What is a Progressive Rollout?

A progressive rollout is the practice of gradually increasing the percentage of users exposed to a feature over time, rather than releasing it to everyone at once.

A progressive rollout is the practice of gradually increasing the percentage of users exposed to a feature over time, rather than releasing it to everyone at once. The exposure might move from 1% to 5% to 25% to 100%, with monitoring at each step. If a problem appears at any stage, the team stops the rollout and rolls back before most users are affected.

The core principle is simple: expose a change to the smallest group that can tell you whether something is wrong, then grow from there. Every percentage increase is a deliberate decision, not an automatic escalation.

How does a progressive rollout reduce risk?

Risk scales with exposure. A bug that hits 1% of users generates a few hundred support tickets. The same bug at 100% generates a crisis. Progressive rollouts keep the blast radius small during the period when problems are most likely to surface: immediately after release.

Most regressions manifest quickly. Performance degradation, crash spikes, and broken user flows tend to show up within hours of exposure. By holding at a low percentage for a day or two, you give monitoring systems time to detect these issues while the impact is still contained. At Spotify, where guardrail metrics are monitored continuously during rollouts, this pattern catches regressions that would otherwise reach 750 million users.

The monitoring isn't optional. A progressive rollout without metric checks is just a slow release with extra steps. The value comes from the combination of gradual exposure and active monitoring. Confidence computes guardrail metrics between the exposed and unexposed groups at each stage, using the same statistical machinery that powers A/B test analysis.

How is a progressive rollout different from a phased rollout?

The terms overlap and are sometimes used interchangeably. When a distinction is drawn, a phased rollout typically refers to a progressive rollout with predefined discrete stages: specific percentage targets with explicit go/no-go criteria at each gate. A progressive rollout is the broader concept, which might follow predefined stages, might increase continuously, or might adjust the pace based on what the monitoring shows.

In practice, most teams using Confidence run phased rollouts with stages like 1% to 10% to 50% to 100%. Each stage has a minimum duration and guardrail checks that must pass before advancing.

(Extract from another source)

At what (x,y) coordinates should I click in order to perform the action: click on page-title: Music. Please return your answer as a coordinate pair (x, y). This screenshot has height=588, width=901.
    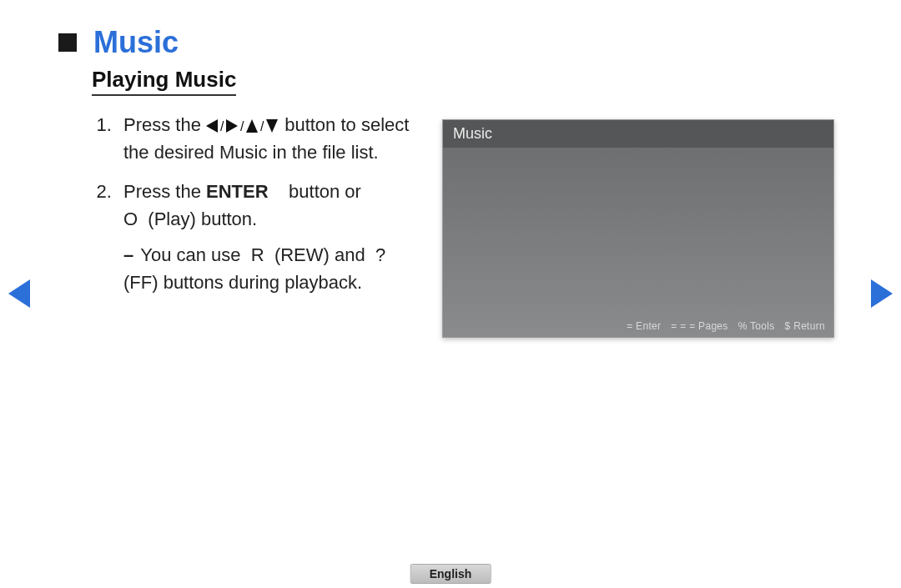
    Looking at the image, I should click on (136, 43).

What should you monitor during a progressive rollout?

At minimum, three categories of metrics.

Reliability metrics. Crash rates, error rates, latency percentiles (P50, P95, P99). These catch technical regressions that affect system health.

User experience metrics. Engagement signals, task completion rates, session-level behavior. These catch functional regressions where the feature works technically but makes the product worse.

Business metrics. Conversion rates, revenue proxies, retention indicators. These catch cases where the feature is technically sound and usable but hurts outcomes that matter to the business.

Confidence lets teams define required guardrail metrics per Surface. When a metric regresses beyond its threshold, the platform flags the issue. Teams can configure auto-rollback for critical guardrails, so the system reverts the flag automatically if a threshold is breached.

Related terms

Feature Flags
Rollout

A rollout is the process of releasing a feature to users in controlled stages using feature flags.

Feature Flags
Phased Rollout

A phased rollout is a progressive rollout organized into discrete stages, each with a predefined percentage and explicit criteria that must be met before advancing to the next stage.

Feature Flags
Canary Release

A canary release exposes a change to a tiny fraction of traffic first, typically 1% or less, to detect severe problems before wider rollout.

Feature Flags
Feature Flag

A feature flag is a runtime switch that controls whether a feature is active for a given user, without deploying new code.

Metrics
Guardrail Metric

A guardrail metric is a metric monitored during an experiment to ensure the change doesn't cause unintended harm, even when the success metric improves.

Feature Flags
Rollback

A rollback reverts a feature to its previous state when problems are detected during a release.